Friday, January 07, 2011

Today's Electoral Politics



Digby links to an article in the National Journal about the composition of the current Democratic Party and Obama's chances 2012.

I haven't decided on what I think about the piece but it's a good start for discussions. Note, for example, these snippets:

From every angle, the exit-poll results reveal a new color line: a consistent chasm between the attitudes of whites and minorities. The gap begins with preferences in the election.

...

Meanwhile, Republicans, with their 60 percent showing, notched the party's best congressional result among white voters in the history of modern polling. Media exit polls conducted by Edison Research and its predecessors have been tracking congressional elections for about three decades. In no previous exit poll had Republicans reached 60 percent of the white vote in House races.
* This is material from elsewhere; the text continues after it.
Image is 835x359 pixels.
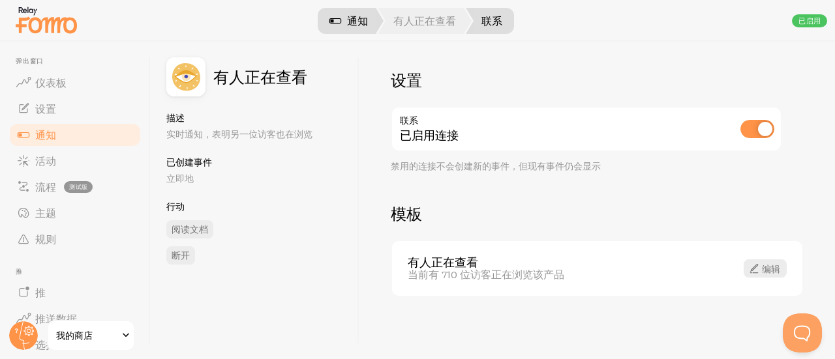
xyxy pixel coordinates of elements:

The University of Michigan's National Election Studies, a biennial pre- and postelection poll, is another source of data on voting behavior dating to 1948. Republicans had never reached 60 percent of the congressional vote among whites in any NES survey. Only in the NES surveys had Democrats reached that 60 percent congressional support level among white voters: in their 1974 post-Watergate landslide and in Lyndon Johnson's 1964 rout of Barry Goldwater.

...

Democrats have been losing support among blue-collar white voters since the 1960s, but in this election, they hit one of their lowest points ever. In House campaigns, the exit poll found, noncollege whites preferred Republicans by nearly 2-to-1 with virtually no gender gap: White working-class women—the so-called waitress moms—gave Republicans almost exactly as many of their votes as blue-collar men did.

...

White-collar men and women also parted ways much more significantly than their blue-collar counterparts did. College-educated white men backed Republican House candidates and registered negative views of Obama's job performance as overwhelmingly as blue-collar whites did. College-educated white women, though not immune to these trends, displayed more resistance. Although traditionally the most liberal portion of the white electorate, even these women cooled toward Democrats last year. In contrast to the majority support they provided Obama in 2008, they voted 55 percent to 43 percent for Republicans in 2010 House races. In the exit poll, most of them agreed that government was trying to do too much, and a slim majority of them said they wanted Congress to repeal the health care law.
Slightly off the topic, it seems to me that articles like this are never written about the negatives of the Republican Party when it does poorly.